The ECE 4/599 Course Blog

HotStuff: BFT Consensus with Linearity and Responsiveness

by Shuyi Zheng (leader), Gabriel Rodgers (Blogger) , Sami Aljabery (Scribe)

Introduction

HotStuff is a Byzantine Fault Tolerance (BFT) consensus protocol that achieves much lower time complexity than previous BFT consensus implementations (i.e., PBFT, SBFT, etc). HotStuff is implemented for partially synchronous systems. It achieves a lower time complexity by using a 4-step design, pipelining (in chained HotStuff), and message cryptography. HotStuff also provides optimistic responsiveness.

There are several parts of any BFT protocol: first, the BFT protocol must provide a view-change, which is an algorithm that allows a new leader to collect information and send it to the follower nodes. Second, the BFT protocol must provide a way for all the nodes to come to a consensus, which is dependent on the BFT protocol itself.

Keywords

Problem

Current BFT protocols do not scale well for larger-node distributed systems (PBFT, SBFT, etc.); some protocols accomplish consensus in O(N2) time, with N being the number of nodes. Hotstuff remedies this problem by having a time complexity of O(N) for consensus and O(N) for leader replacement. See the below figure (Table 1) for a breakdown of the time complexities of different BFT protocols. Performance

Implementation

HotStuff has 4 steps:

  1. Prepare - The leader node sends a proposal to all follower nodes; the follower nodes determine if the proposal is valid and if so, they send prepare votes to the leader.
  2. Pre-Commit - The leader waits for the followers to agree to a proposal (get pre-commit votes from follower nodes), then combines these votes into a pre-commit QC and sends it to all nodes for authentication.
  3. Commit - Follower nodes vote on moving to the Commit stage. If n-f nodes agree to move to the Commit stage, then they are locked into that commit QC.
  4. Decide - Hotstuff moves to the next view.

HotStuff uses Cryptography for messages: each node has a signature assigned to it, which is used to provide proof that a message comes from a given node. The signatures from each node are aggregated and merged into a Quorum Certificate (QC), which allows for a simple and fast way to see if a consensus has been reached or not. This decreases the number of signatures required to be authenticated to O(N) time.

The chained implementation of HotStuff allows for pipelining - a set of nodes can be in different views at the same time, with each view being in a different HotStuff stage. This allows for more parallelism and better performance.

Class Discussion

Is the paper and accompanying slides based on the basic version of HotStuff, or the pipelined version of HotStuff?

Can a leader election happen between the two command stages? Does it ever happen?

What does optimistic responsiveness mean?

For all the protocols being tested in Table 1, are all the protocols in the table partially synchronous models or partially asynchronous?

Is HotStuff used in industry?

For a distributed system that requires consistent data, would BFT be the beneficial choice?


Work instruction:
When the string "this" appears in a line of the records, show the whole line.

Material for the task Start Marker

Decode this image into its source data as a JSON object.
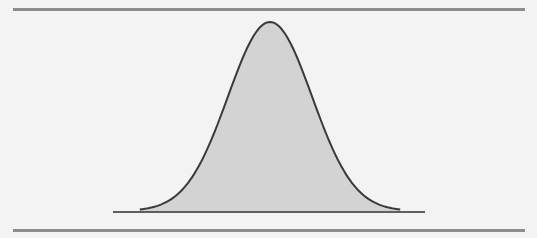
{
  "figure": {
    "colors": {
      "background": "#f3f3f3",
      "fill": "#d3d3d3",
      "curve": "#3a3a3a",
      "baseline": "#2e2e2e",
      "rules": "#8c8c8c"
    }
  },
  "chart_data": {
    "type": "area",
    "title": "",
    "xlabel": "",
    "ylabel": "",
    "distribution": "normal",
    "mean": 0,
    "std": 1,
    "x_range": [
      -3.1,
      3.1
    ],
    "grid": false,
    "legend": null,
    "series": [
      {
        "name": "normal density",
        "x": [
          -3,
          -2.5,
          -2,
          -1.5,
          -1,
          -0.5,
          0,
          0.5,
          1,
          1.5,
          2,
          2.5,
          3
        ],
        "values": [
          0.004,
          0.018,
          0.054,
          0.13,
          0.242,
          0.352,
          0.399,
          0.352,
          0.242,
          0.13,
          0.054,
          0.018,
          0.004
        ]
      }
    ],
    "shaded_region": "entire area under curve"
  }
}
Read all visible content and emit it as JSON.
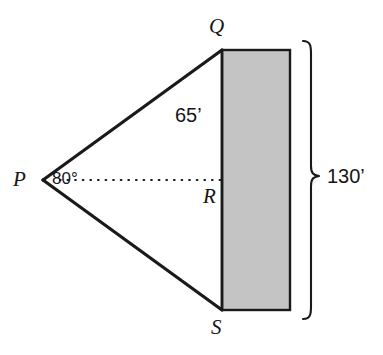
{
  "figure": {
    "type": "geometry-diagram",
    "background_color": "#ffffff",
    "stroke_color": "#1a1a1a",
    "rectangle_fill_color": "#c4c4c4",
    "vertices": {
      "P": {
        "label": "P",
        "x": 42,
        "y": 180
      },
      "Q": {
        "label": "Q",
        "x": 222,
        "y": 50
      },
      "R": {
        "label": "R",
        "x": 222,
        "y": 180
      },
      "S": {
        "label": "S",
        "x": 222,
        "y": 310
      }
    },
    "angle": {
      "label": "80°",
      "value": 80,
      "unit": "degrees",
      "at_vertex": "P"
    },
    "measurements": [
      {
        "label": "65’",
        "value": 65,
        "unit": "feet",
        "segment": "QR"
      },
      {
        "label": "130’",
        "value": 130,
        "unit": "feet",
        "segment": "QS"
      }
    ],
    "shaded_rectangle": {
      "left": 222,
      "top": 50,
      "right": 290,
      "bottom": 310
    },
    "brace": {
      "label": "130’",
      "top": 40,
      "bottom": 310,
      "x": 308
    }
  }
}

Material for the task End Marker
Material for the task Start Marker

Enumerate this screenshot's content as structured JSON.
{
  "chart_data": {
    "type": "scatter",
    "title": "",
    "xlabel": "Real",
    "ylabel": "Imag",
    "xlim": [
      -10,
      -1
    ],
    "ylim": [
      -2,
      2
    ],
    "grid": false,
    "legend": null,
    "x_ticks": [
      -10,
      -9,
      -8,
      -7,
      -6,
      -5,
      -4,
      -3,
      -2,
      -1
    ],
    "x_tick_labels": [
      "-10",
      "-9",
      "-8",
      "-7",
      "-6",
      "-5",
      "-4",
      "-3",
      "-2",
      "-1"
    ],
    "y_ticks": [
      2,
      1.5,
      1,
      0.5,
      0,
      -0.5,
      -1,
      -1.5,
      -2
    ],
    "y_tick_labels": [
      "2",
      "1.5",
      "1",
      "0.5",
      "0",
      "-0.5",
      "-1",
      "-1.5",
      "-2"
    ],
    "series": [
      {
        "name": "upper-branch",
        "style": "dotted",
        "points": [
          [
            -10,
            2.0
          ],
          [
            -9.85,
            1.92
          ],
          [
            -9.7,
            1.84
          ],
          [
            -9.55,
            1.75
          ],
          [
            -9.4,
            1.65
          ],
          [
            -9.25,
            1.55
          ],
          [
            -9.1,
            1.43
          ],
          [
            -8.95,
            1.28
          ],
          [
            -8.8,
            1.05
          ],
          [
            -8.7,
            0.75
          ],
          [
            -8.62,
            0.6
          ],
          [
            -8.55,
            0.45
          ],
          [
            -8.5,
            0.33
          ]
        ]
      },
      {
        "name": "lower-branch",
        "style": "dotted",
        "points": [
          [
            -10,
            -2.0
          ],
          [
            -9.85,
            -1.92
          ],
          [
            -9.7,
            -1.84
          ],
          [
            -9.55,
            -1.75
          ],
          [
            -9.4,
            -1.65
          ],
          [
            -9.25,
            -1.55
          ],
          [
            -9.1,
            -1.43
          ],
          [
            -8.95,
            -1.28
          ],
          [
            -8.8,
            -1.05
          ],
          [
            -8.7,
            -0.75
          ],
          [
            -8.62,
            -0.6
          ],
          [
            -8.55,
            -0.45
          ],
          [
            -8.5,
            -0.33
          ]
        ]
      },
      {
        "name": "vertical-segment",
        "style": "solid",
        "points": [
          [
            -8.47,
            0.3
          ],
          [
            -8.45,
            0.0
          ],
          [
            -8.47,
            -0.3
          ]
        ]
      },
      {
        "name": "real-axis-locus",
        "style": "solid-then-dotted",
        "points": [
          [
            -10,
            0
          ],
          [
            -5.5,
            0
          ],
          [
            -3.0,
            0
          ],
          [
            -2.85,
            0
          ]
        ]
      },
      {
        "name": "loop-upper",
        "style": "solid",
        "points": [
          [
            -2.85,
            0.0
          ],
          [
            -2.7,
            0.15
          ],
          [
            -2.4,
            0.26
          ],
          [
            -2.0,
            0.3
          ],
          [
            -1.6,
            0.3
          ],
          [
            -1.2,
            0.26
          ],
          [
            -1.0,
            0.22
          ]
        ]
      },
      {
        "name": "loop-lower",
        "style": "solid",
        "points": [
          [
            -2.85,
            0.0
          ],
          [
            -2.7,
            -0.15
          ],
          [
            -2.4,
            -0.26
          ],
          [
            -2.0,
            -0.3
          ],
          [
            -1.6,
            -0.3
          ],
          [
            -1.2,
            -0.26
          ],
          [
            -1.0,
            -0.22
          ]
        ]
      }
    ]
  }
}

Material for the task End Marker

Answer to the problem:
Decode this image into its source data as a JSON object.
Enumerate this screenshot's content as structured JSON.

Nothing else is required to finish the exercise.